Coreboot 26.06 Arrives With Early Intel Nova Lake and AMD Strix Halo Support, Plus 31 New Boards

Open-source firmware gets a quarterly release, and the June 2026 edition of coreboot reaches notably far ahead. Coreboot 26.06, released June 25, 2026, adds early support for Intel Nova Lake and AMD Strix Halo — both silicon platforms that haven't hit consumer shelves yet — while welcoming 31 new mainboards to the project's compatibility list.

Intel Nova Lake, Early

Intel engineers contributed early Nova Lake SoC support to the coreboot tree ahead of the platform's commercial debut. It's marked as a work in progress — DDR5 isn't yet supported, and some FSP (Firmware Support Package) workarounds remain while upstream fixes are pending — but having open-source firmware support merged before the chip ships is exactly the kind of ahead-of-time engineering that makes coreboot valuable. Security-sensitive deployments won't need to wait for proprietary firmware to be auditable.

AMD Strix Halo (Ryzen AI Max 300)

AMD's Strix Halo platform — the Ryzen AI Max 300 series — also lands in 26.06. Support currently targets only the AMD Maple reference board, and like the Nova Lake work, it isn't intended for production hardware yet. But Strix Halo is AMD's next-generation integrated graphics architecture with substantial on-chip AI acceleration, and having coreboot support in the tree this early signals a productive upstream relationship between AMD and the coreboot community.

31 New Boards

The board expansion is where most users will find immediate practical value. The 31 newly supported mainboards span a wide range:

  • Framework Laptop: additional Framework models join the list, extending the modular laptop's open-source firmware story to more configurations
  • ASUS and ASRock: enthusiast-grade desktop boards from both manufacturers, expanding coreboot's reach into mainstream consumer hardware
  • Google Chromebooks: several new Google reference devices, which use coreboot as their production firmware
  • AMD Crater and AMD Jaguar: AMD reference platforms for embedded and industrial deployments

AMD ROM Armor 2

One of the more significant security improvements in 26.06 is AMD ROM Armor 2 support, which introduces A/B recovery infrastructure for failed firmware loads. When a firmware update goes wrong, the system falls back to the previous known-good image rather than bricking. On embedded and industrial hardware where hands-on recovery isn't always an option, this resilience matters significantly — and it's the kind of feature proprietary UEFI firmware has had in some implementations for years, now arriving in open-source form.

Why Coreboot Still Matters

Proprietary UEFI firmware is effectively unauditable by the people running it. It executes before the operating system, often has network access during initialization, and is implicitly trusted by everything that loads afterward. Coreboot replaces that black box with open, inspectable code that any developer or organization can read, modify, and verify.

The project's quarterly cadence with consistent Intel and AMD engineering contributions suggests coreboot is no longer a niche concern for embedded developers — it's becoming infrastructure for organizations and individuals who take firmware trust seriously. Framework Laptop support in particular means everyday Linux users can run open-source firmware on consumer hardware without buying specialist equipment. That's a meaningful shift in accessibility.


# Brief
Among the entries below, find the lines holding "button" and copy them.

•••••

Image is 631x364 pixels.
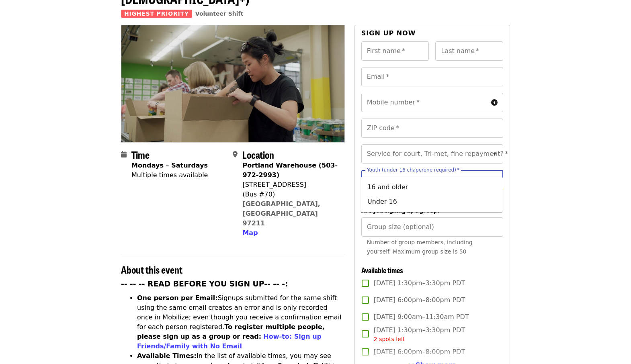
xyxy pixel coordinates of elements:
button: Clear [479,174,490,185]
a: How-to: Sign up Friends/Family with No Email [137,333,321,349]
span: Available times [362,264,404,275]
strong: Mondays – Saturdays [131,161,208,169]
li: 16 and older [361,180,503,195]
a: [GEOGRAPHIC_DATA], [GEOGRAPHIC_DATA] 97211 [242,200,320,227]
span: Map [242,229,258,237]
strong: To register multiple people, please sign up as a group or read: [137,323,325,341]
strong: Portland Warehouse (503-972-2993) [242,161,338,179]
span: Location [242,148,274,161]
strong: -- -- -- READ BEFORE YOU SIGN UP-- -- -: [121,280,288,288]
label: Youth (under 16 chaperone required) [367,167,460,172]
a: Volunteer Shift [195,11,244,17]
span: [DATE] 1:30pm–3:30pm PDT [374,325,465,343]
img: Oct/Nov/Dec - Portland: Repack/Sort (age 8+) organized by Oregon Food Bank [121,25,345,142]
span: [DATE] 1:30pm–3:30pm PDT [374,278,465,288]
strong: One person per Email: [137,294,218,301]
i: circle-info icon [491,99,498,107]
i: map-marker-alt icon [233,151,237,159]
input: [object Object] [362,217,504,237]
li: Signups submitted for the same shift using the same email creates an error and is only recorded o... [137,294,345,351]
input: ZIP code [362,118,504,138]
span: Number of group members, including yourself. Maximum group size is 50 [367,239,473,254]
span: Time [131,148,150,161]
button: Map [242,228,258,238]
span: 2 spots left [374,336,406,342]
i: calendar icon [121,151,126,159]
span: [DATE] 9:00am–11:30am PDT [374,312,469,322]
input: First name [362,41,429,61]
div: (Bus #70) [242,190,338,200]
input: Last name [435,41,504,61]
span: Highest Priority [121,10,192,18]
button: Close [489,174,501,185]
span: [DATE] 6:00pm–8:00pm PDT [374,347,465,356]
span: Sign up now [362,29,416,37]
div: Multiple times available [131,170,208,180]
div: [STREET_ADDRESS] [242,180,338,190]
li: Under 16 [361,195,503,208]
span: [DATE] 6:00pm–8:00pm PDT [374,296,465,304]
strong: Available Times: [137,351,197,359]
input: Email [362,68,504,86]
input: Mobile number [362,93,488,112]
span: About this event [121,262,182,276]
button: Open [489,148,501,159]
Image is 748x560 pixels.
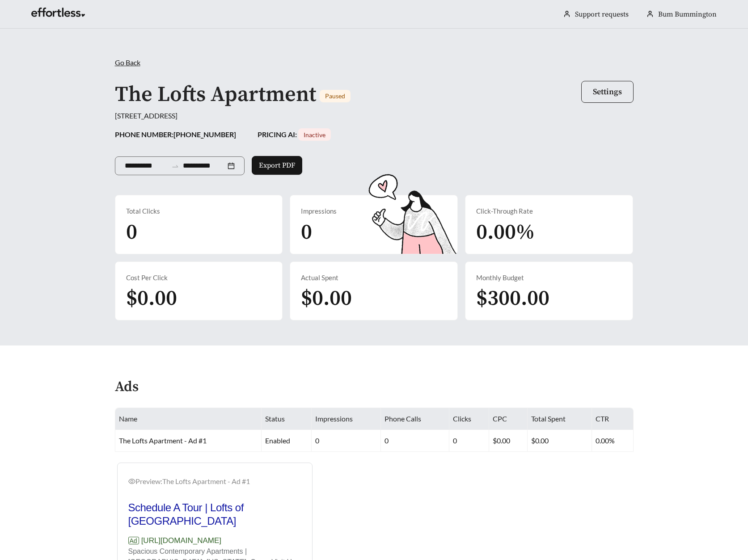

•••••

# Task output
button: Clear [479,174,490,185]
button: Map [242,228,258,238]
button: Close [489,174,501,185]
button: Open [489,148,501,159]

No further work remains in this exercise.